Nigerian banks’ dominance of their home turf is virtually unparalleled.
Largely protected by regulators from foreign competition, Nigerian lenders control 94% of their domestic market, by assets, the world’s largest share of local ownership after Israel, according to a report published before Covid-19 hit in 2020 by Chris Ogbechie and Lilac Nachum, scholars at Lagos Business School.
But the threat is now homegrown. Nigerian banks are only now starting to counter the emerging financial-technology firms riding the online wave spurred by the pandemic. As they set out their mobile-money ambitions, they’re deploying their political muscle with regulators to bolster the moat around their franchises.
“Some might claim there is pushback from traditional banks and their regulatory ally to restrict financial innovation by fintechs,” says Abubakar Idris, analyst at Stears Business, a Lagos-based consultancy for financial and technology companies. “If the largest telcos get a banking license, they could undercut the banks.”
The simmering conflict broke into the open this month when lenders kicked MTN Group, Africa’s largest mobile-phone company, off of their shared platform, protesting a cut by the telecom provider on commissions charged on banking channels by almost half to 2.5%. Regulators intervened to reconnect MTN customers, while reinstating the 4.5% commission for the purchase of airtime bought via the banks.
The sparring means the 60 million people in Africa’s largest economy who lack access to any banking services risk missing out on all the benefits of the financial-technology boom that has put much of Africa at the cutting edge of the revolution in mobile money.
Anticipating the underserved entering the market, foreign investors have jumped in. Flutterwave, based in Lagos and San Francisco, raised $170 million this year. That made it Nigeria’s second fintech startup with a valuation above $1 billion, after Interswitch. Jumia Technologies AD, a Berlin-based e-commerce platform that started in Lagos, has almost tripled since it sold shares in New York in 2019, giving it a market value of $3.4 billion.
The investment in Flutterwave by U.S. hedge fund Tiger Global Management LLC and New York private-equity firm Avenir is more than double the 26 billion naira ($64 million) spending on information technology by Nigeria’s two biggest banks in 2020. The two lenders spent 13.7 billion naira in the year earlier.
That helps explain why lenders including Guaranty Trust Bank Plc and Access Bank Plc, the country’s two biggest, could use some help from regulators. They’re planning to start payments units this year, more than a decade after counterparts in Kenya and South Africa.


- **Exercise prompt**
All entries below are to be retyped in full, precisely as they appear.

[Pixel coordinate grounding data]
Start of Block

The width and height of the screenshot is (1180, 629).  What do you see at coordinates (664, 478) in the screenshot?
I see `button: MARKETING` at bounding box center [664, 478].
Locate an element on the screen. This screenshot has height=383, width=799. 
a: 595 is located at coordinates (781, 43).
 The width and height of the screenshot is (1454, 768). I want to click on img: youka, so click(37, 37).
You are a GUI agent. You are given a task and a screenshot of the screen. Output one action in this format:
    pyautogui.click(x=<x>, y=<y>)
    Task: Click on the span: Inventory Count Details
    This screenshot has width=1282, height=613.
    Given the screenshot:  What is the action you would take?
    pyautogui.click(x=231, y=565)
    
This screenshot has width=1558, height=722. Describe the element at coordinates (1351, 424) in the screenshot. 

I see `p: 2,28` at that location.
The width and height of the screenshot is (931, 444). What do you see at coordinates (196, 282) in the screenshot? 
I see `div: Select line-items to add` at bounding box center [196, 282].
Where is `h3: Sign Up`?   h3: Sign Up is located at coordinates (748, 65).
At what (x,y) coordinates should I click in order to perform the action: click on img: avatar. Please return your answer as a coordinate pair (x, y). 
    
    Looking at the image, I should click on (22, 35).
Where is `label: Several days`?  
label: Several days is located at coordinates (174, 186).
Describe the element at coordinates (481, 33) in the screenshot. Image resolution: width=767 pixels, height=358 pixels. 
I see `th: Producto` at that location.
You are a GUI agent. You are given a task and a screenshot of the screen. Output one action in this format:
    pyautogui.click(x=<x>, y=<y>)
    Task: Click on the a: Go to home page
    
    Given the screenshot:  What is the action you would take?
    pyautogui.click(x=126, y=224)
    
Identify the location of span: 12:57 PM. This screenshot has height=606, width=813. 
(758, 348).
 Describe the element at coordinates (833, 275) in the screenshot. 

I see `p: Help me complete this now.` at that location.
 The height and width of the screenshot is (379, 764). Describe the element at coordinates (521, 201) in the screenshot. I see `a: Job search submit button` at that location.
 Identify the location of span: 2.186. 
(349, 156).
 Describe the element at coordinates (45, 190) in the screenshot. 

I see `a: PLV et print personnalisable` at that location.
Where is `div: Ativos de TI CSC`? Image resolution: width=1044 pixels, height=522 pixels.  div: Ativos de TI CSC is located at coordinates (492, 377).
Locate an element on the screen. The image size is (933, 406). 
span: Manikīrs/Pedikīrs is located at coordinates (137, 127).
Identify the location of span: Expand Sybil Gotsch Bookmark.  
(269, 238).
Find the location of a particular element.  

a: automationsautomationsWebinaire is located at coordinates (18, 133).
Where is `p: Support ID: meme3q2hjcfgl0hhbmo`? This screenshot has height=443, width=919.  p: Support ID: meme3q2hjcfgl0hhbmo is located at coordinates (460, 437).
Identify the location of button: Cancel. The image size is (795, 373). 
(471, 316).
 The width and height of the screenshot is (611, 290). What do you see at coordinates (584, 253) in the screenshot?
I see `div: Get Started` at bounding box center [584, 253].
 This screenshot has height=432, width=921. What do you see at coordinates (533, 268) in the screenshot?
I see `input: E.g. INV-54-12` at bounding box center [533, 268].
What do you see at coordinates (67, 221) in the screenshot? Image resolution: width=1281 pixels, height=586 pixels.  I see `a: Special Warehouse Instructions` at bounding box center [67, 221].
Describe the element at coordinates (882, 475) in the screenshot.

End of Block

- **Exercise output**
The width and height of the screenshot is (1180, 629).  What do you see at coordinates (664, 478) in the screenshot?
I see `button: MARKETING` at bounding box center [664, 478].
Locate an element on the screen. This screenshot has height=383, width=799. 
a: 595 is located at coordinates (781, 43).
 The width and height of the screenshot is (1454, 768). I want to click on img: youka, so click(37, 37).
You are a GUI agent. You are given a task and a screenshot of the screen. Output one action in this format:
    pyautogui.click(x=<x>, y=<y>)
    Task: Click on the span: Inventory Count Details
    This screenshot has width=1282, height=613.
    Given the screenshot:  What is the action you would take?
    pyautogui.click(x=231, y=565)
    
This screenshot has width=1558, height=722. Describe the element at coordinates (1351, 424) in the screenshot. 

I see `p: 2,28` at that location.
The width and height of the screenshot is (931, 444). What do you see at coordinates (196, 282) in the screenshot? 
I see `div: Select line-items to add` at bounding box center [196, 282].
Where is `h3: Sign Up`?   h3: Sign Up is located at coordinates (748, 65).
At what (x,y) coordinates should I click in order to perform the action: click on img: avatar. Please return your answer as a coordinate pair (x, y). 
    
    Looking at the image, I should click on (22, 35).
Where is `label: Several days`?  
label: Several days is located at coordinates (174, 186).
Describe the element at coordinates (481, 33) in the screenshot. Image resolution: width=767 pixels, height=358 pixels. 
I see `th: Producto` at that location.
You are a GUI agent. You are given a task and a screenshot of the screen. Output one action in this format:
    pyautogui.click(x=<x>, y=<y>)
    Task: Click on the a: Go to home page
    
    Given the screenshot:  What is the action you would take?
    pyautogui.click(x=126, y=224)
    
Identify the location of span: 12:57 PM. This screenshot has height=606, width=813. 
(758, 348).
 Describe the element at coordinates (833, 275) in the screenshot. 

I see `p: Help me complete this now.` at that location.
 The height and width of the screenshot is (379, 764). Describe the element at coordinates (521, 201) in the screenshot. I see `a: Job search submit button` at that location.
 Identify the location of span: 2.186. 
(349, 156).
 Describe the element at coordinates (45, 190) in the screenshot. 

I see `a: PLV et print personnalisable` at that location.
Where is `div: Ativos de TI CSC`? Image resolution: width=1044 pixels, height=522 pixels.  div: Ativos de TI CSC is located at coordinates (492, 377).
Locate an element on the screen. The image size is (933, 406). 
span: Manikīrs/Pedikīrs is located at coordinates (137, 127).
Identify the location of span: Expand Sybil Gotsch Bookmark.  
(269, 238).
Find the location of a particular element.  

a: automationsautomationsWebinaire is located at coordinates (18, 133).
Where is `p: Support ID: meme3q2hjcfgl0hhbmo`? This screenshot has height=443, width=919.  p: Support ID: meme3q2hjcfgl0hhbmo is located at coordinates (460, 437).
Identify the location of button: Cancel. The image size is (795, 373). 
(471, 316).
 The width and height of the screenshot is (611, 290). What do you see at coordinates (584, 253) in the screenshot?
I see `div: Get Started` at bounding box center [584, 253].
 This screenshot has height=432, width=921. What do you see at coordinates (533, 268) in the screenshot?
I see `input: E.g. INV-54-12` at bounding box center [533, 268].
What do you see at coordinates (67, 221) in the screenshot? Image resolution: width=1281 pixels, height=586 pixels.  I see `a: Special Warehouse Instructions` at bounding box center [67, 221].
Describe the element at coordinates (882, 475) in the screenshot.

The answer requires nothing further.